Cynthia Ann Parker - Early Life

Early Life

Cynthia Ann Parker was born to Silas M. Parker and Lucy Parker in Crawford County, Illinois. There is considerable dispute about her age; according to the 1870 census of Anderson County, Texas, she would have been born between June 2, 1824, and May 31, 1825. When she was nine years old, her paternal grandfather John Parker was recruited to settle his family in Texas; he was to establish a fortified settlement against Comanche raids which had been devastating to the colonization of Texas and northern Mexico for generations. Upon arriving in Texas, the Parker family moved to north-central Texas and built a log fort—which soon became known as Fort Parker—on the headwaters of the Navasota River in what is now Limestone County. Cynthia's brother James was killed on the way from Illinois to Texas when the wagon lost a wheel and he was struck through the chest with a piece of splintered wood.

Read more about this topic:  Cynthia Ann Parker

Famous quotes containing the words early life, early and/or life:

    ... business training in early life should not be regarded solely as insurance against destitution in the case of an emergency. For from business experience women can gain, too, knowledge of the world and of human beings, which should be of immeasurable value to their marriage careers. Self-discipline, co-operation, adaptability, efficiency, economic management,—if she learns these in her business life she is liable for many less heartbreaks and disappointments in her married life.
    Hortense Odlum (1892–?)

    Many a woman shudders ... at the terrible eclipse of those intellectual powers which in early life seemed prophetic of usefulness and happiness, hence the army of martyrs among our married and unmarried women who, not having cultivated a taste for science, art or literature, form a corps of nervous patients who make fortunes for agreeable physicians ...
    Sarah M. Grimke (1792–1873)

    The life which men praise and regard as successful is but one kind. Why should we exaggerate any one kind at the expense of the others?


Exercise details - Look through the records that follow. Copy every line containing the word "diagram".

Material to process -
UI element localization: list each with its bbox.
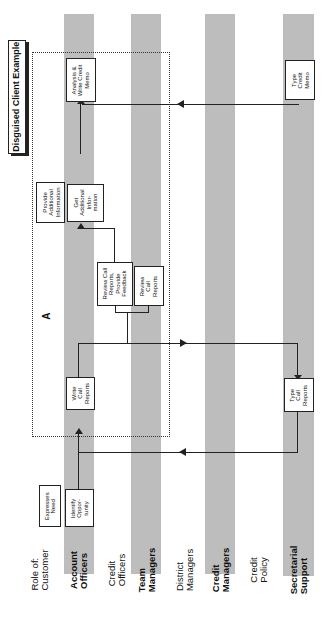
arrowhead-up-icon <box>75 428 83 434</box>
role-team-managers: Team Managers <box>129 530 165 610</box>
role-district-managers: District Managers <box>168 530 202 610</box>
region-a-label: A <box>42 310 54 322</box>
diagram-title: Disguised Client Example <box>8 40 26 154</box>
flow-to-type-call <box>297 343 298 378</box>
role-customer: Role of: Customer <box>20 530 60 610</box>
role-secretarial-support: Secretarial Support <box>280 530 318 610</box>
step-identify-opportunity[interactable]: Identify Oppor- tunity <box>65 489 94 527</box>
flow-credit-memo-return <box>82 104 299 105</box>
lane-credit-managers <box>205 14 235 574</box>
flow-to-analysis <box>80 102 81 154</box>
flow-type-down <box>297 412 298 453</box>
review-bracket <box>115 312 149 313</box>
step-analysis-write-credit-memo[interactable]: Analysis & Write Credit Memo <box>66 58 96 102</box>
region-a-boundary <box>32 52 170 437</box>
role-credit-policy: Credit Policy <box>242 530 276 610</box>
step-review-call-reports[interactable]: Review Call Reports <box>134 266 164 306</box>
step-type-credit-memo[interactable]: Type Credit Memo <box>285 60 315 100</box>
arrowhead-left-icon <box>177 100 184 108</box>
review-bracket-r <box>148 305 149 313</box>
flow-identify-to-write <box>78 432 79 490</box>
arrowhead-left-icon <box>179 448 186 456</box>
step-type-call-reports[interactable]: Type Call Reports <box>284 378 314 412</box>
step-get-additional-information[interactable]: Get Additional Infor- mation <box>67 184 104 222</box>
title-text: Disguised Client Example <box>12 42 21 152</box>
role-account-officers: Account Officers <box>60 530 98 610</box>
flow-review-left <box>80 228 115 229</box>
flow-write-up <box>78 343 79 378</box>
arrowhead-up-icon <box>77 223 85 229</box>
flow-review-up <box>114 228 115 264</box>
step-write-call-reports[interactable]: Write Call Reports <box>66 377 95 410</box>
flow-branch <box>78 343 298 344</box>
flow-type-to-account <box>78 452 298 453</box>
arrowhead-right-icon <box>180 339 187 347</box>
review-bracket-l <box>115 305 116 313</box>
flow-to-review <box>127 312 128 344</box>
step-review-call-reports-feedback[interactable]: Review Call Reports, Provide Feedback <box>97 262 133 306</box>
step-expresses-need[interactable]: Expresses Need <box>39 485 61 527</box>
role-credit-managers: Credit Managers <box>203 530 239 610</box>
step-provide-additional-information[interactable]: Provide Additional Information <box>36 182 65 223</box>
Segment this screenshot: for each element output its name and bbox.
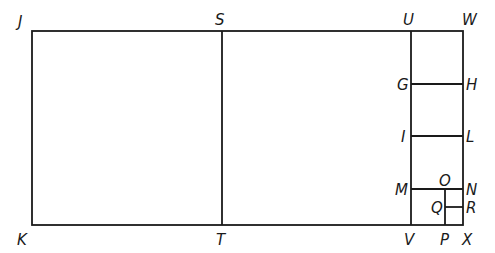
label-h: H xyxy=(466,76,477,94)
label-i: I xyxy=(401,128,406,146)
label-w: W xyxy=(462,11,478,29)
label-k: K xyxy=(17,231,28,249)
label-t: T xyxy=(216,231,227,249)
label-p: P xyxy=(440,231,450,249)
diagram-svg: J S U W K T V X G H I L M N O Q R P xyxy=(0,0,495,253)
geometry-diagram: J S U W K T V X G H I L M N O Q R P xyxy=(0,0,495,253)
point-labels: J S U W K T V X G H I L M N O Q R P xyxy=(15,11,478,249)
label-o: O xyxy=(439,172,451,190)
label-v: V xyxy=(404,231,416,249)
label-r: R xyxy=(466,199,476,217)
label-q: Q xyxy=(431,199,443,217)
label-x: X xyxy=(461,231,473,249)
label-s: S xyxy=(215,11,225,29)
label-l: L xyxy=(466,128,474,146)
label-g: G xyxy=(397,76,409,94)
label-j: J xyxy=(15,13,22,31)
label-u: U xyxy=(403,11,414,29)
label-m: M xyxy=(395,181,408,199)
label-n: N xyxy=(466,181,477,199)
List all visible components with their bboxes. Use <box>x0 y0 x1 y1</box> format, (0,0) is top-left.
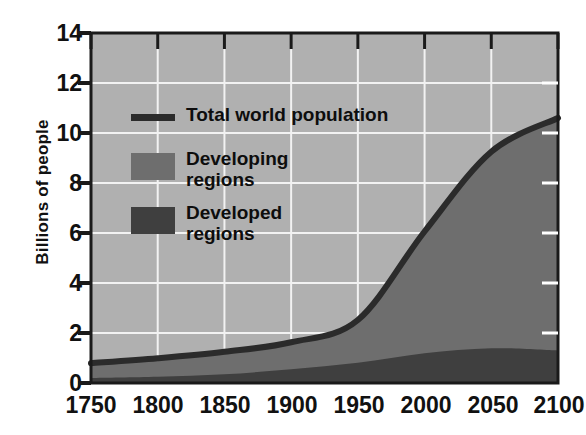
legend-marker-developing-regions <box>131 153 175 180</box>
legend-label-developed-regions: Developed regions <box>186 202 282 244</box>
legend-marker-developed-regions <box>131 207 175 234</box>
legend-marker-total-world-population <box>131 114 175 121</box>
plot-area <box>0 0 586 435</box>
legend-label-developing-regions: Developing regions <box>186 148 288 190</box>
population-area-chart: Billions of people 14 12 10 8 6 4 2 0 17… <box>0 0 586 435</box>
legend-label-total-world-population: Total world population <box>186 104 388 125</box>
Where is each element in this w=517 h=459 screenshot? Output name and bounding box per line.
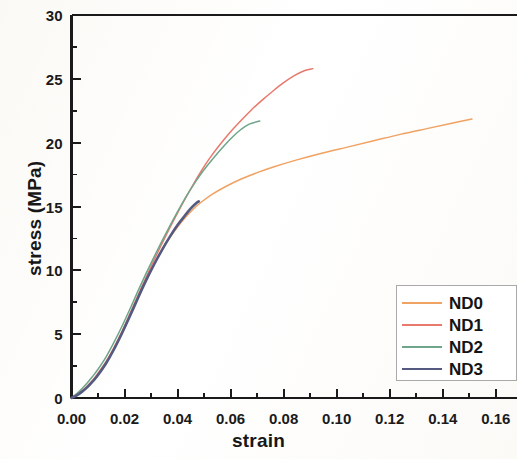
legend-item-nd0[interactable]: ND0 bbox=[402, 292, 483, 314]
x-tick-label: 0.12 bbox=[375, 410, 404, 427]
x-tick-label: 0.14 bbox=[428, 410, 457, 427]
legend-swatch-nd2 bbox=[402, 346, 442, 348]
legend-swatch-nd1 bbox=[402, 324, 442, 326]
y-tick-label: 20 bbox=[46, 134, 63, 151]
legend-label: ND3 bbox=[449, 361, 483, 378]
x-tick-label: 0.06 bbox=[216, 410, 245, 427]
y-tick-label: 15 bbox=[46, 198, 63, 215]
legend-label: ND2 bbox=[449, 339, 483, 356]
legend-label: ND1 bbox=[449, 317, 483, 334]
x-tick-label: 0.00 bbox=[57, 410, 86, 427]
legend-label: ND0 bbox=[449, 295, 483, 312]
x-tick-label: 0.02 bbox=[110, 410, 139, 427]
legend-item-nd3[interactable]: ND3 bbox=[402, 358, 483, 380]
y-tick-label: 25 bbox=[46, 70, 63, 87]
stress-strain-figure: 051015202530 0.000.020.040.060.080.100.1… bbox=[0, 0, 517, 459]
y-tick-label: 10 bbox=[46, 262, 63, 279]
series-line-nd3 bbox=[72, 201, 199, 398]
x-axis-title: strain bbox=[0, 430, 517, 452]
x-tick-label: 0.10 bbox=[322, 410, 351, 427]
y-axis-title: stress (MPa) bbox=[24, 161, 46, 276]
legend-swatch-nd3 bbox=[402, 368, 442, 370]
legend-item-nd1[interactable]: ND1 bbox=[402, 314, 483, 336]
legend-swatch-nd0 bbox=[402, 302, 442, 304]
series-line-nd1 bbox=[72, 69, 313, 398]
legend[interactable]: ND0ND1ND2ND3 bbox=[396, 285, 517, 381]
x-tick-label: 0.08 bbox=[269, 410, 298, 427]
x-tick-label: 0.16 bbox=[481, 410, 510, 427]
plot-canvas bbox=[0, 0, 517, 459]
y-tick-label: 30 bbox=[46, 7, 63, 24]
x-tick-label: 0.04 bbox=[163, 410, 192, 427]
y-tick-label: 5 bbox=[54, 326, 62, 343]
series-line-nd2 bbox=[72, 121, 260, 398]
legend-item-nd2[interactable]: ND2 bbox=[402, 336, 483, 358]
y-tick-label: 0 bbox=[54, 390, 62, 407]
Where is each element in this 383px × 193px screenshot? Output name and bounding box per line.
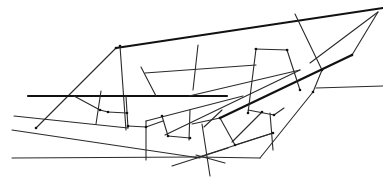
junction-node xyxy=(35,127,38,130)
junction-node xyxy=(126,112,129,115)
junction-node xyxy=(107,111,110,114)
segment-lower-right-long xyxy=(260,92,313,158)
junction-node xyxy=(219,117,222,120)
junction-node xyxy=(115,47,118,50)
segment-top-boundary xyxy=(116,8,383,48)
line-network-diagram xyxy=(0,0,383,193)
junction-node xyxy=(161,115,164,118)
junction-node xyxy=(272,132,275,135)
junction-node xyxy=(167,135,170,138)
segment-mid-link-a xyxy=(128,126,146,127)
junction-node xyxy=(255,48,258,51)
segments-layer xyxy=(12,8,383,176)
junction-node xyxy=(119,45,122,48)
segment-left-vertical-a xyxy=(120,46,126,130)
segment-inner-diagonal-a xyxy=(141,67,156,96)
junction-node xyxy=(261,111,264,114)
segment-right-cluster-g xyxy=(274,108,284,115)
junction-node xyxy=(127,125,130,128)
junction-node xyxy=(234,144,237,147)
segment-left-diagonal xyxy=(36,48,116,128)
junction-node xyxy=(351,54,354,57)
junction-node xyxy=(99,109,102,112)
segment-mid-vertical-right xyxy=(295,14,322,70)
junction-node xyxy=(273,114,276,117)
junction-node xyxy=(321,69,324,72)
junction-node xyxy=(312,91,315,94)
segment-inner-horizontal-b xyxy=(255,49,288,50)
junction-node xyxy=(247,112,250,115)
segment-inner-horizontal-a xyxy=(145,65,256,73)
segment-top-right-diagonal-a xyxy=(352,12,378,55)
segment-inner-diagonal-b xyxy=(165,70,300,135)
segment-bottom-horizontal xyxy=(12,157,196,158)
segment-left-short-a xyxy=(74,96,100,110)
segment-right-cluster-a xyxy=(192,118,220,124)
junction-node xyxy=(145,126,148,129)
segment-left-lower-a xyxy=(14,116,128,128)
segment-right-horizontal xyxy=(316,86,383,88)
segment-right-boundary-thick xyxy=(220,55,352,118)
segment-left-short-c xyxy=(108,112,127,113)
segment-mid-vertical-b xyxy=(189,110,190,140)
segment-bottom-vertical xyxy=(202,124,210,176)
segment-mid-link-b xyxy=(146,121,163,127)
segment-inner-diagonal-c xyxy=(189,70,300,96)
segment-mid-diag-short xyxy=(162,116,168,136)
segment-mid-upward xyxy=(146,96,243,121)
junction-node xyxy=(299,89,302,92)
junction-node xyxy=(189,137,192,140)
junction-node xyxy=(286,49,289,52)
segment-lower-diagonal xyxy=(12,130,200,158)
segment-inner-vertical-b xyxy=(193,45,198,90)
segment-mid-horizontal-short xyxy=(168,136,190,138)
segment-top-right-diagonal-b xyxy=(310,12,378,63)
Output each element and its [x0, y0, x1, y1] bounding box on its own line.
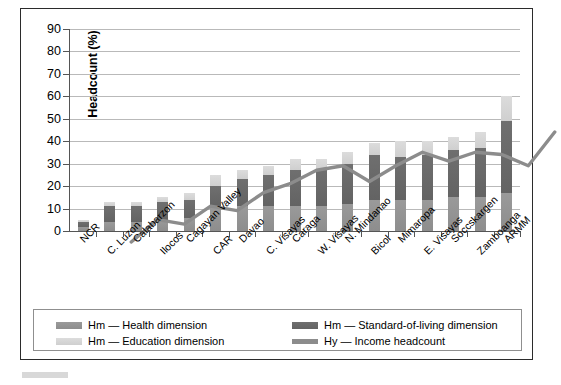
plot-area: 0102030405060708090	[69, 29, 520, 232]
bar-segment-standard-of-living	[501, 121, 512, 193]
legend-swatch-standard-of-living-icon	[292, 322, 318, 329]
y-axis-tick-label: 20	[31, 180, 61, 193]
bar-segment-education	[342, 152, 353, 163]
bar-segment-education	[422, 141, 433, 154]
x-axis-label: Ilocos	[158, 230, 185, 257]
bar-segment-standard-of-living	[184, 200, 195, 218]
bar-segment-standard-of-living	[342, 164, 353, 204]
bar-stack	[104, 202, 115, 231]
bar-segment-education	[475, 132, 486, 148]
gridline	[70, 51, 520, 52]
bar-segment-standard-of-living	[104, 206, 115, 222]
y-axis-tick	[63, 164, 70, 165]
bar-segment-education	[290, 159, 301, 170]
x-axis-labels: NCRC. LuzonCalabarzonIlocosCagayan Valle…	[69, 235, 519, 319]
legend-label-education: Hm — Education dimension	[88, 335, 224, 347]
bar-segment-education	[263, 166, 274, 175]
y-axis-tick-label: 10	[31, 202, 61, 215]
bar-segment-education	[501, 96, 512, 121]
gridline	[70, 29, 520, 30]
y-axis-tick	[63, 51, 70, 52]
legend-label-income: Hy — Income headcount	[324, 335, 445, 347]
page-edge-artifact	[22, 372, 68, 378]
bar-segment-standard-of-living	[316, 170, 327, 206]
y-axis-tick-label: 30	[31, 157, 61, 170]
legend-label-health: Hm — Health dimension	[88, 319, 207, 331]
bar-segment-education	[395, 141, 406, 157]
chart-legend: Hm — Health dimension Hm — Education dim…	[33, 309, 522, 351]
bar-segment-health	[104, 222, 115, 231]
bar-segment-education	[369, 143, 380, 154]
y-axis-tick	[63, 74, 70, 75]
bar-segment-health	[263, 206, 274, 231]
bar-segment-education	[448, 137, 459, 150]
bar-segment-standard-of-living	[422, 155, 433, 200]
y-axis-tick	[63, 96, 70, 97]
y-axis-tick	[63, 186, 70, 187]
y-axis-tick-label: 0	[31, 225, 61, 238]
legend-swatch-income-line-icon	[292, 339, 318, 344]
gridline	[70, 74, 520, 75]
bar-segment-standard-of-living	[263, 175, 274, 206]
bar-stack	[395, 141, 406, 231]
gridline	[70, 119, 520, 120]
legend-item-education: Hm — Education dimension	[56, 334, 224, 347]
bar-segment-education	[210, 175, 221, 186]
bar-segment-education	[316, 159, 327, 170]
bar-segment-standard-of-living	[448, 150, 459, 197]
y-axis-tick-label: 80	[31, 45, 61, 58]
y-axis-tick-label: 70	[31, 68, 61, 81]
bar-segment-standard-of-living	[475, 148, 486, 197]
y-axis-tick	[63, 141, 70, 142]
y-axis-tick-label: 60	[31, 90, 61, 103]
bar-segment-education	[237, 170, 248, 179]
figure-frame: Headcount (%) 0102030405060708090 NCRC. …	[20, 8, 533, 360]
gridline	[70, 96, 520, 97]
y-axis-tick	[63, 231, 70, 232]
y-axis-tick	[63, 29, 70, 30]
y-axis-tick	[63, 209, 70, 210]
legend-swatch-health-icon	[56, 322, 82, 329]
y-axis-tick	[63, 119, 70, 120]
y-axis-tick-label: 90	[31, 23, 61, 36]
legend-item-income: Hy — Income headcount	[292, 334, 445, 347]
y-axis-tick-label: 50	[31, 113, 61, 126]
y-axis-tick-label: 40	[31, 135, 61, 148]
x-axis-label: CAR	[211, 233, 234, 256]
legend-label-standard-of-living: Hm — Standard-of-living dimension	[324, 319, 498, 331]
bar-segment-standard-of-living	[395, 157, 406, 200]
legend-item-health: Hm — Health dimension	[56, 318, 207, 331]
bar-stack	[237, 170, 248, 231]
bar-segment-standard-of-living	[369, 155, 380, 200]
legend-item-standard-of-living: Hm — Standard-of-living dimension	[292, 318, 498, 331]
x-axis-label: Bicol	[369, 233, 393, 257]
bar-segment-standard-of-living	[290, 170, 301, 206]
legend-swatch-education-icon	[56, 338, 82, 345]
bar-segment-education	[184, 193, 195, 200]
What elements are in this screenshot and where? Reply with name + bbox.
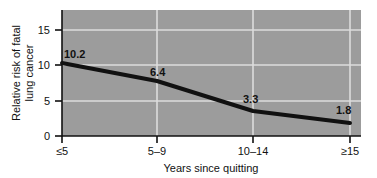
y-tick-label-5: 5: [44, 95, 50, 107]
chart-figure: 15 10 5 0 ≤5 5–9 10–14 ≥15 Years since q…: [0, 0, 377, 178]
relative-risk-line-chart: 15 10 5 0 ≤5 5–9 10–14 ≥15 Years since q…: [0, 0, 377, 178]
x-tick-label-3: ≥15: [341, 145, 359, 157]
y-tick-label-10: 10: [38, 59, 50, 71]
y-tick-label-15: 15: [38, 24, 50, 36]
x-axis-title: Years since quitting: [164, 162, 259, 174]
data-label-1: 6.4: [150, 66, 166, 78]
y-tick-label-0: 0: [44, 130, 50, 142]
y-axis-title-line-1: Relative risk of fatal: [10, 25, 22, 121]
x-tick-label-0: ≤5: [56, 145, 68, 157]
data-label-2: 3.3: [243, 93, 258, 105]
x-tick-label-1: 5–9: [148, 145, 166, 157]
data-label-3: 1.8: [336, 104, 351, 116]
x-tick-label-2: 10–14: [238, 145, 269, 157]
y-axis-title-line-2: lung cancer: [23, 44, 35, 101]
data-label-0: 10.2: [64, 48, 85, 60]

Output of the exercise -
diagram-title: Disguised Client Example <box>8 40 26 154</box>
diagram-svg: J S U W K T V X G H I L M N O Q R P xyxy=(0,0,495,253)
geometry-diagram: J S U W K T V X G H I L M N O Q R P xyxy=(0,0,495,253)
line-network-diagram xyxy=(0,0,383,193)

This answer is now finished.